Weiner, 56, is doing well, The New Yorker reports. After clearing a 21-month prison sentence for sexting with a minor, the former representative and mayoral candidate has embarked on a new post-political career selling countertops.

“The retail politician comes alive in the warehouse,” the author wrote after visiting Weiner at his production site in a Brooklyn Navy Yard. The headline: “Anthony Weiner’s Comeback Gig.”
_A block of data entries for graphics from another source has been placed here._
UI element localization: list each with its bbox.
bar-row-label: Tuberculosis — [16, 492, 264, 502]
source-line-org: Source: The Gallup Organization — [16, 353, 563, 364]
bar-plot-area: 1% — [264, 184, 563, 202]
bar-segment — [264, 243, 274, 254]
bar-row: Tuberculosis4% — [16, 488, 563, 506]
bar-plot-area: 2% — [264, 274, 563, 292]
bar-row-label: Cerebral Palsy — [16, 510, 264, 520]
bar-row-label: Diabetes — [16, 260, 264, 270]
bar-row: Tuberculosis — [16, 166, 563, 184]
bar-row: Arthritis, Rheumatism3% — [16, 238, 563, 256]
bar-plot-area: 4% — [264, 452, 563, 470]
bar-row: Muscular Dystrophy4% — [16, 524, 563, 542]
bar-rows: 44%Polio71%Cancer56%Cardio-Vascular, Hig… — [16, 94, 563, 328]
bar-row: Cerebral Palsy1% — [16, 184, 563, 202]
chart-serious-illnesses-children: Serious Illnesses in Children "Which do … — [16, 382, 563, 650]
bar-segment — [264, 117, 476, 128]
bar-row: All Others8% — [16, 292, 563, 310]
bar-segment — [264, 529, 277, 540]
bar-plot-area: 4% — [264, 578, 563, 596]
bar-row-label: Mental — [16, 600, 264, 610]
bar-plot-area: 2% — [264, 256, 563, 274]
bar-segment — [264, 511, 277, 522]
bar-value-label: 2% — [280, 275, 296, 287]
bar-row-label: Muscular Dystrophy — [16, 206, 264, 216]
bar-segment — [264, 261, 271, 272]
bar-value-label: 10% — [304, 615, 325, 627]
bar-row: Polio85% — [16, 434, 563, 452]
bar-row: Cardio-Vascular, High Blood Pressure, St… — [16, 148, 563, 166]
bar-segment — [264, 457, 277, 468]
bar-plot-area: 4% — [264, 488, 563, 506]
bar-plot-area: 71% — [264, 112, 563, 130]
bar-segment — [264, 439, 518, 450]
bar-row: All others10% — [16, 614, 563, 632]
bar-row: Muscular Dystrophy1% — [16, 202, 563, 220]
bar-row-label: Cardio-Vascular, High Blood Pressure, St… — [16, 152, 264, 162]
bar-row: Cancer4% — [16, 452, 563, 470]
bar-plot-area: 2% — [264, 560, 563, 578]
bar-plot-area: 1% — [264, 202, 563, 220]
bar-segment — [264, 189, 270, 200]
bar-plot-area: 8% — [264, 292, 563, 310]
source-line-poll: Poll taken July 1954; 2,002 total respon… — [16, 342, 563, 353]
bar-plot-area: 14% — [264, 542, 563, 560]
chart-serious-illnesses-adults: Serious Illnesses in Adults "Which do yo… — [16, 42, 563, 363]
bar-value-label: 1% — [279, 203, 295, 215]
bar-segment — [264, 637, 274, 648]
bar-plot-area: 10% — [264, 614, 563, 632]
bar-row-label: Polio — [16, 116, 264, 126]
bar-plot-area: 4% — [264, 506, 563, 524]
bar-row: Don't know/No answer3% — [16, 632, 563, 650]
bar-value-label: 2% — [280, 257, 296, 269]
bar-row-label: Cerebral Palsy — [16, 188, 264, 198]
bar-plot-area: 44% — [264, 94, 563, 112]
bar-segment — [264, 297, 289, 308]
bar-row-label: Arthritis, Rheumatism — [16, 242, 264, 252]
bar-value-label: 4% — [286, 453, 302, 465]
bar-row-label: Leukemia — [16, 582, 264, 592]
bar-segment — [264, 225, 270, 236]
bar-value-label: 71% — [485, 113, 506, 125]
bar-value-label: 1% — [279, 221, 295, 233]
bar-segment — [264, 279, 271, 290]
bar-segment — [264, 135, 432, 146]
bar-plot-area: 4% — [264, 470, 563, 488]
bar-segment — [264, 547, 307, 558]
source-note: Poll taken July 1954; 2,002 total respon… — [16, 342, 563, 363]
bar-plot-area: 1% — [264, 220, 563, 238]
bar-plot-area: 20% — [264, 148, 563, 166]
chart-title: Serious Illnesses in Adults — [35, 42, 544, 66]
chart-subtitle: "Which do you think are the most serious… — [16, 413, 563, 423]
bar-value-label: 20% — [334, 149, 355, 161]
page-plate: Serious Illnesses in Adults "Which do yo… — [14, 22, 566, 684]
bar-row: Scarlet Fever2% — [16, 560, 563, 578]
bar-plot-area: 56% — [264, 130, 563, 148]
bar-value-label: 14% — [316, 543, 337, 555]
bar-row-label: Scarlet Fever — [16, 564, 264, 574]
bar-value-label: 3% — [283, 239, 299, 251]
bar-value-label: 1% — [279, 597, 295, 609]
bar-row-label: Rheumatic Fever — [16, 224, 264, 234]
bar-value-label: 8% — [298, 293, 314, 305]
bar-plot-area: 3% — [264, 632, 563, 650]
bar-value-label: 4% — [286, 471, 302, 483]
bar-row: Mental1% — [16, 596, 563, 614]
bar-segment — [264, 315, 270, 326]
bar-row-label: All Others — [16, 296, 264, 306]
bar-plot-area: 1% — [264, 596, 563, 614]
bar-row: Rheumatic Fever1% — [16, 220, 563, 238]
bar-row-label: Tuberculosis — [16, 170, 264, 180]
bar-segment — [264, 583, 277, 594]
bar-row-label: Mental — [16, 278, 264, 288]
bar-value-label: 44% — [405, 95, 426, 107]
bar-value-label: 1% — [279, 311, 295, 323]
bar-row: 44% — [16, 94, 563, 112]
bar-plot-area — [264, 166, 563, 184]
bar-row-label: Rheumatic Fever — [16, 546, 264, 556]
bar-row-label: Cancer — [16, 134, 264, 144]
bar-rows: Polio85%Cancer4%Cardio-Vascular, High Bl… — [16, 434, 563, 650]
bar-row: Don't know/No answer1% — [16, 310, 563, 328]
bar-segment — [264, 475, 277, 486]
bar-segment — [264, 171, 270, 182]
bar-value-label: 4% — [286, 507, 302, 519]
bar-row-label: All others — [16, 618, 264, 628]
The once-rising Democratic star who failed to rehabilitate a shattered reputation following a series of repeated sex scandals now appears to be enjoying the media coverage he so desperately craved for much as the past decade. Weiner has been caught in embarrassing episodes of sexual misconduct since 2011 when the seven-term incumbent resigned after tweeting a photo of his bulging crotch and admitted to inappropriately engaging with women online.

Weiner tried running for New York mayor two years later. During the campaign, Weiner became plagued by a second sexting scandal. A woman released explicit photos he sent her. Weiner’s wife stood behind him through his first round of public scandal that prompted a departure from Congress, but not through the second.
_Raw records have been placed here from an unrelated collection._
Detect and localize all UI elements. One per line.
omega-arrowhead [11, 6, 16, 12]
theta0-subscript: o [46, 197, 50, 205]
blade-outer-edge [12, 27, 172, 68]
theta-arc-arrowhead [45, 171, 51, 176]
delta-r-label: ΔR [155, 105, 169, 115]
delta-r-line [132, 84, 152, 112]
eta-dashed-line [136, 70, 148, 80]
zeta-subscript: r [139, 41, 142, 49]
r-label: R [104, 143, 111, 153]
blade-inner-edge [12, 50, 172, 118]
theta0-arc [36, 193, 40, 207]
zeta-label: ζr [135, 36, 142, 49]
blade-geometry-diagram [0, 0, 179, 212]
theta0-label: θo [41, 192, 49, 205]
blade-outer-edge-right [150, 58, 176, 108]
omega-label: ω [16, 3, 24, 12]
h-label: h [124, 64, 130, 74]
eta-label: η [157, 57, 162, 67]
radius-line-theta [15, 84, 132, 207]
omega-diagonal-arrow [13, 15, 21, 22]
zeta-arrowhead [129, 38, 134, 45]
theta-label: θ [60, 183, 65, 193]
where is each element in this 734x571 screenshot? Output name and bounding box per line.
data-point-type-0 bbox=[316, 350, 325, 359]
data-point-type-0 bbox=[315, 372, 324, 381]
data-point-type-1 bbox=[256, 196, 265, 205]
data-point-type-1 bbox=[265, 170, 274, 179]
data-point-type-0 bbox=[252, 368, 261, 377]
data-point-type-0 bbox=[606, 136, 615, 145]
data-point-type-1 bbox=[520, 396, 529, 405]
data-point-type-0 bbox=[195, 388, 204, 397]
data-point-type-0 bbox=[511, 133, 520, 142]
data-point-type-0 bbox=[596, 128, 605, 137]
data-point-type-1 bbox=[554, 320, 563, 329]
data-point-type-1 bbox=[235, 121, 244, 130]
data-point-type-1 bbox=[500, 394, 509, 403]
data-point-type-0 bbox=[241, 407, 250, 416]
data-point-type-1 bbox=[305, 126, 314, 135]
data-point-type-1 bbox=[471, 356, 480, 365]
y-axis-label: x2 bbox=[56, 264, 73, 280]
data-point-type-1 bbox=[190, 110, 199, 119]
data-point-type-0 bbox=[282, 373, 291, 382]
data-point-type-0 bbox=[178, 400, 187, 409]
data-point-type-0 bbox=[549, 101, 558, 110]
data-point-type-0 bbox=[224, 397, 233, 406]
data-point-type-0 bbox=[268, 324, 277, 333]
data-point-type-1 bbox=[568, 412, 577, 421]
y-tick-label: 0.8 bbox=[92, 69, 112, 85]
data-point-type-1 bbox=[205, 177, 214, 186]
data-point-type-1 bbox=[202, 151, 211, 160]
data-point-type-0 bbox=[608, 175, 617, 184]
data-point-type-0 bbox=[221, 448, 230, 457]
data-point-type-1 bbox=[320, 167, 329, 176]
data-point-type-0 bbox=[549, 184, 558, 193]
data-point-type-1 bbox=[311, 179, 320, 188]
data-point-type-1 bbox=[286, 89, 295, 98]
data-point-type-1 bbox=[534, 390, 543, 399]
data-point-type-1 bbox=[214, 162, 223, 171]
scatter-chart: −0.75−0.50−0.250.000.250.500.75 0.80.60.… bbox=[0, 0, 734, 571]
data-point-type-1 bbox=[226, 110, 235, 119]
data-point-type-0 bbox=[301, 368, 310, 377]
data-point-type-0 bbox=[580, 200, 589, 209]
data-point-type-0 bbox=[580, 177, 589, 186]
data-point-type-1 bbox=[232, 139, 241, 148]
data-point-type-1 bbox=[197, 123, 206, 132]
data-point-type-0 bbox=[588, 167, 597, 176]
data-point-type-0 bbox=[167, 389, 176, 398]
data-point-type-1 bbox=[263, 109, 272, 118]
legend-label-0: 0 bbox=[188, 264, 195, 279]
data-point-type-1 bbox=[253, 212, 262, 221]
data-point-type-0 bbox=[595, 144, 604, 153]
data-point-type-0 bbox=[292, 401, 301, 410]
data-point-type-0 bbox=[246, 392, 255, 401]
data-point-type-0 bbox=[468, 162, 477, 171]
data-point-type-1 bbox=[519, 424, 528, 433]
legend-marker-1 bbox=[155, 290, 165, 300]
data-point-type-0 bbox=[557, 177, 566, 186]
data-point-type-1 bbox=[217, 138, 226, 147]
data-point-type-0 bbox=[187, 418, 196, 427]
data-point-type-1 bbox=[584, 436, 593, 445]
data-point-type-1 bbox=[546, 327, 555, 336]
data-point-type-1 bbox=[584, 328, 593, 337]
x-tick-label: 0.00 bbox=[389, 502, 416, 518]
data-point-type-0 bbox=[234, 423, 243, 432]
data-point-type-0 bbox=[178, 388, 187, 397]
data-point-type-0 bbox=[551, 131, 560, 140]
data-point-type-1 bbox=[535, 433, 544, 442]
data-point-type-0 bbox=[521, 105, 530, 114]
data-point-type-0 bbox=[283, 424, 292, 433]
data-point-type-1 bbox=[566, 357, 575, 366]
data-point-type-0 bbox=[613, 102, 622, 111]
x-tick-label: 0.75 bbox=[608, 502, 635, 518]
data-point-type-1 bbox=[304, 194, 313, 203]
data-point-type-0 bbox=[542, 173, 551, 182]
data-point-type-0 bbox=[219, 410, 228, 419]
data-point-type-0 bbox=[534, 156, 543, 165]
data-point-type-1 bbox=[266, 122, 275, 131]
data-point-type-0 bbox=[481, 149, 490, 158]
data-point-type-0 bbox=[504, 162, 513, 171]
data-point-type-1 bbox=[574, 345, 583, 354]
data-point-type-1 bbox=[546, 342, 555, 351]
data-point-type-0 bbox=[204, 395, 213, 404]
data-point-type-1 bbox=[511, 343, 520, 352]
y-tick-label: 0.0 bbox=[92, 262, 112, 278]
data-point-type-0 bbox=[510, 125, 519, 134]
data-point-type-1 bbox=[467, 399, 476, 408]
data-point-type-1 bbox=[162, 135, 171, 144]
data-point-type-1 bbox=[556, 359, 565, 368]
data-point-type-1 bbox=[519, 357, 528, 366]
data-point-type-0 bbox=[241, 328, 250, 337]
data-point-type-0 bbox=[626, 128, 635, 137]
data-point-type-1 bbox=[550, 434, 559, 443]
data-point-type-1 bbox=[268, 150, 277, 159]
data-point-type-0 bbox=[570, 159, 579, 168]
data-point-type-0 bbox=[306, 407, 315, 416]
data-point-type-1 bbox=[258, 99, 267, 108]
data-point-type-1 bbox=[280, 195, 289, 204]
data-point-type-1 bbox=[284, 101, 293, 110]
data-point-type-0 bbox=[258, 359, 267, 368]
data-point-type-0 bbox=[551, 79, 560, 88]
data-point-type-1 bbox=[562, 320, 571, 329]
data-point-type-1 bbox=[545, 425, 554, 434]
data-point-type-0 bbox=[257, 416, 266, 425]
In 2016, Weiner was caught again sending provocative images to a woman featuring his child beside him in bed. The only Weiner scandal given passing mention in the brief New Yorker article, however, was the latest episode of misconduct leading to a stint in prison.
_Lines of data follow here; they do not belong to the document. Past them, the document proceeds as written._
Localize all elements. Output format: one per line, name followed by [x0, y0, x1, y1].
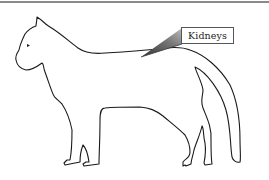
callout-pointer: [141, 28, 182, 57]
cat-eye: [27, 44, 30, 47]
kidneys-callout-label: Kidneys: [181, 27, 234, 44]
kidneys-label-text: Kidneys: [188, 30, 227, 41]
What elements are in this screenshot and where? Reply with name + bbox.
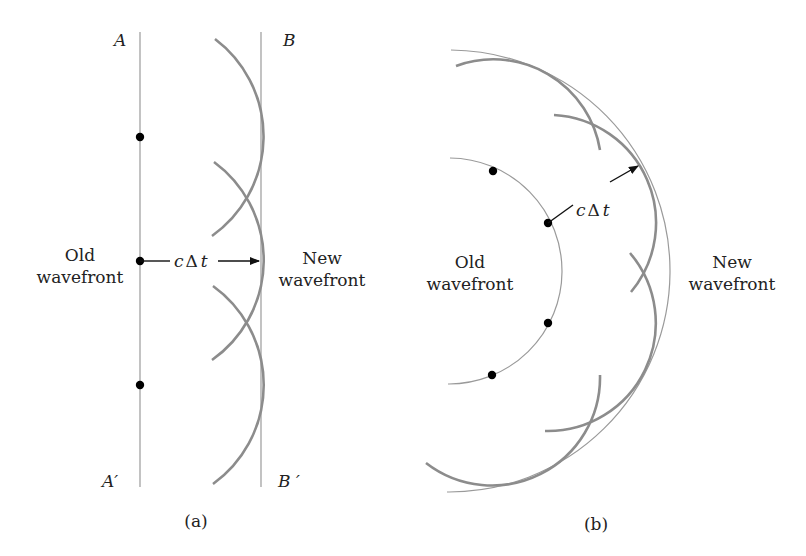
arrow-tail xyxy=(548,205,573,223)
old-wavefront-label: Old xyxy=(455,252,485,272)
arrow-label: cΔt xyxy=(174,251,208,271)
new-wavefront-label: wavefront xyxy=(689,274,776,294)
wavelet-a-1 xyxy=(212,39,264,236)
source-point xyxy=(488,371,496,379)
caption-b: (b) xyxy=(584,514,608,534)
old-wavefront-label: wavefront xyxy=(37,267,124,287)
old-wavefront-label: Old xyxy=(65,245,95,265)
label-A-prime: A′ xyxy=(100,471,118,491)
label-A: A xyxy=(112,30,126,50)
source-point xyxy=(136,133,144,141)
panel-a: cΔt A B A′ B ′ Old wavefront New wavefro… xyxy=(37,30,366,531)
new-wavefront-label: New xyxy=(302,248,342,268)
label-B: B xyxy=(282,30,296,50)
new-wavefront-label: wavefront xyxy=(279,270,366,290)
source-point xyxy=(136,381,144,389)
caption-a: (a) xyxy=(184,511,207,531)
old-wavefront-label: wavefront xyxy=(427,274,514,294)
wavelet-b-4 xyxy=(426,375,600,486)
wavelet-a-3 xyxy=(213,286,264,484)
label-B-prime: B ′ xyxy=(277,471,300,491)
source-point xyxy=(544,319,552,327)
wavelet-b-1 xyxy=(456,59,600,150)
panel-b: cΔt Old wavefront New wavefront (b) xyxy=(426,50,776,534)
source-point xyxy=(489,167,497,175)
arrow-label: cΔt xyxy=(576,200,610,220)
new-wavefront-label: New xyxy=(712,252,752,272)
huygens-diagram: cΔt A B A′ B ′ Old wavefront New wavefro… xyxy=(0,0,806,556)
arrow-head xyxy=(610,166,638,182)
The Weiner essay follows the magazine’s decision to fire Toobin this month. In October, Toobin was first suspended for masturbating on a Zoom call where colleagues were apparently participating in an election simulation. While Toobin remains out of a job at The New Yorker, his future remains uncertain at CNN, where he is currently on leave as the network’s chief legal analyst.

Other outlets have been quick to defend Toobin. The New York Daily News published an opinion article from writer Jonathan Zimmerman characterizing Toobin’s scandal as emblematic of society’s “collective unease with masturbation.” BuzzFeed ran a story headlined, “Jeffrey Toobin Can’t Be The Only Person Masturbating On Work Zoom Calls.”

While media signal willingness to forgive the sexual misconduct of its favorite allies in what appears to be a growing trend, The New York Times relished its role in ruining the life of an 18-year-old girl in Virginia for employing a rap-like slur caught in a three-second video four years ago, when she was 15. Mimi Groves, captured on a tape held until the aftermath of George Floyd’s death, has since lost her admission to the University of Tennessee along with her spot on the school cheerleading team. Groves is now attending a local community college.